Your novella examines the way in which the internet and social media allow us to have multiple identities. Is it possible to live authentically while regularly using Twitter and Facebook?

Matthew McKeever: “Not sure. I think it’s going to take a lot of work before we can really think about these sorts of questions because, although it’s so familiar, living a life on social media is also so weird.

“I think it’s good not to lose track of the weirdness – that we habitually talk to hundreds of people, often mostly strangers, who will reward us with a heart if we say something good or criticise us if we say something bad. That’s a new way of being, something that would have been pretty much incomprehensible even 50 years ago.

“And you might think it’s bad for authenticity: that it forces us to censor ourselves and tailor what we say, or incentivises us to kiss the ass of more popular people so that the popular people like us and then some of the people who like the popular people will like us also, again resulting in more of those highly coveted hearts. I’m not sure.

“One could argue, on the other hand, that taking these things into consideration makes one a more reflective speaker and thus thinker, and that in general being put into conversation with a great variety of people gives one a broader and truer perspective on life, and that helps live authentically. It probably depends – as in most things – on what you make of it.”

In your story, good intentions result in a harmful act under the anonymity of the web. Why did you focus on this theme?

“I’m fascinated by the underside of the net. Maybe here’s a way to put it: the internet does enable us to live authentic lives, but what if you’re authentically a Nazi? What the internet enables you to see is that you’re not alone. Whatever troubles or pleases you also troubles or pleases tons of other people.

“Sometimes that’s good; I know people with chronic medical conditions for whom the internet provides a needed social outlet. But often it’s bad. . . In the book, I concentrated on the bad aspects - how you can hide behind anonymity and easily fit in with the bad people.

“It’s kind of an obvious but easily overlooked point: for most of human history, if you wanted to be really unpleasant, to insult and discomfort someone, you had to bear some costs: to be known as an unpleasant person. Now any of us can easily abuse anyone else just by making a new avatar and saying mean things.

“That’s a weird feature of our life today that I don’t think we’ve quite appreciated the novelty of, and that I wanted to consider in my book.”

Dare I say, there’s a similarity between your characters and those created by Sally Rooney in her novels – well-meaning but somewhat directionless. Is it unfair to suggest this is a particular type produced by Trinity College Dublin?

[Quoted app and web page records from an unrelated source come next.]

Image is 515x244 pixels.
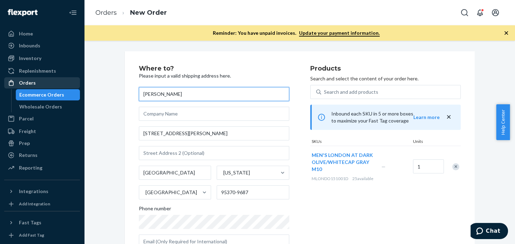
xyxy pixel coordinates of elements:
[299,30,379,36] a: Update your payment information.
[473,6,487,20] button: Open notifications
[139,165,211,179] input: City
[312,176,348,181] span: MLONDO151001D
[19,187,48,194] div: Integrations
[452,163,459,170] div: Remove Item
[139,87,289,101] input: First & Last Name
[19,91,64,98] div: Ecommerce Orders
[213,29,379,36] p: Reminder: You have unpaid invoices.
[145,189,197,196] div: [GEOGRAPHIC_DATA]
[139,107,289,121] input: Company Name
[352,176,373,181] span: 25 available
[4,185,80,197] button: Integrations
[19,115,34,122] div: Parcel
[4,65,80,76] a: Replenishments
[4,40,80,51] a: Inbounds
[310,65,460,72] h2: Products
[381,163,385,169] span: —
[16,101,80,112] a: Wholesale Orders
[310,104,460,130] div: Inbound each SKU in 5 or more boxes to maximize your Fast Tag coverage
[19,139,30,146] div: Prep
[95,9,117,16] a: Orders
[19,200,50,206] div: Add Integration
[312,152,373,172] span: MEN'S LONDON AT DARK OLIVE/WHITECAP GRAY M10
[19,67,56,74] div: Replenishments
[19,164,42,171] div: Reporting
[90,2,172,23] ol: breadcrumbs
[139,126,289,140] input: Street Address
[4,28,80,39] a: Home
[19,128,36,135] div: Freight
[139,146,289,160] input: Street Address 2 (Optional)
[4,125,80,137] a: Freight
[488,6,502,20] button: Open account menu
[4,137,80,149] a: Prep
[411,138,443,145] div: Units
[139,72,289,79] p: Please input a valid shipping address here.
[4,149,80,160] a: Returns
[4,217,80,228] button: Fast Tags
[19,30,33,37] div: Home
[4,113,80,124] a: Parcel
[19,219,41,226] div: Fast Tags
[310,75,460,82] p: Search and select the content of your order here.
[66,6,80,20] button: Close Navigation
[139,205,171,214] span: Phone number
[19,151,37,158] div: Returns
[4,53,80,64] a: Inventory
[19,55,41,62] div: Inventory
[413,114,439,121] button: Learn more
[19,232,44,238] div: Add Fast Tag
[19,79,36,86] div: Orders
[8,9,37,16] img: Flexport logo
[324,88,378,95] div: Search and add products
[496,104,509,140] button: Help Center
[16,89,80,100] a: Ecommerce Orders
[223,169,250,176] div: [US_STATE]
[470,223,508,240] iframe: Opens a widget where you can chat to one of our agents
[19,42,40,49] div: Inbounds
[413,159,444,173] input: Quantity
[19,103,62,110] div: Wholesale Orders
[445,113,452,121] button: close
[4,77,80,88] a: Orders
[4,199,80,208] a: Add Integration
[4,231,80,239] a: Add Fast Tag
[457,6,471,20] button: Open Search Box
[217,185,289,199] input: ZIP Code
[312,151,373,172] button: MEN'S LONDON AT DARK OLIVE/WHITECAP GRAY M10
[130,9,167,16] a: New Order
[139,65,289,72] h2: Where to?
[310,138,411,145] div: SKUs
[4,162,80,173] a: Reporting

“Ha! Yeah it must be something in the water around College Green. I think perhaps if there’s a sense of directionless or ineffectualness to both mine and Rooney’s characters it could be a result of the generation we’re portraying – millennials, let’s say, around 30, which roughly splits mine and Rooney’s age.

“If you think of that generation as people who came of age during the 2008 financial crisis it could well be that there’s a sense of powerlessness against big societal forces, of it feeling like there is little one can do.

"By contrast, younger people – say, those who came of age last year – seem much more action-oriented: think of Greta Thunberg or the activism of the survivors of the Parkland shooting [in Florida].

“So I’m tempted to say it’s not a Trinity thing, specifically, but a reflection of the particular generation we’re trying to capture.”

You’re in good company with the likes of Iris Murdoch and Jean-Paul Sartre as a philosopher-novelist. Which has to compromise more – the ideas or the narrative – when writing in this form?

“My great hope would be neither, and that the goal of the philosophical novella should be to show that ideas are alive and motivating features of people’s lives. I always think of the famous Keynes quote about how those who think of themselves as people of action are actually in fact ‘slaves of some defunct economist’ – that ideas move us even if we don’t think they do.

“My aim in the book was to try and illustrate this point, the hope being that actually narratives – of people’s lives – can’t be told without presenting the ideas behind them.

“Of course, that’s easier said than done. A challenge made of a lot of ‘novels of ideas’ is that they do in fact compromise narrative for ideas, and when editing the book it was definitely something I tried to correct for. Whether successfully or not is for the reader to decide.”

Coming From Nothing: A Thought Experiment Novella by Matthew McKeever is published by Zero Books

Ask a sage

Question: Can you be a great thinker while also holding down a relationship?

Friedrich Nietzsche replies: "Heraclitus, Plato, Descartes, Spinoza, Leibniz, Kant, Schopenhauer – they were not married, and further, one cannot imagine them as married. A married philosopher belongs to comedy, that is my rule."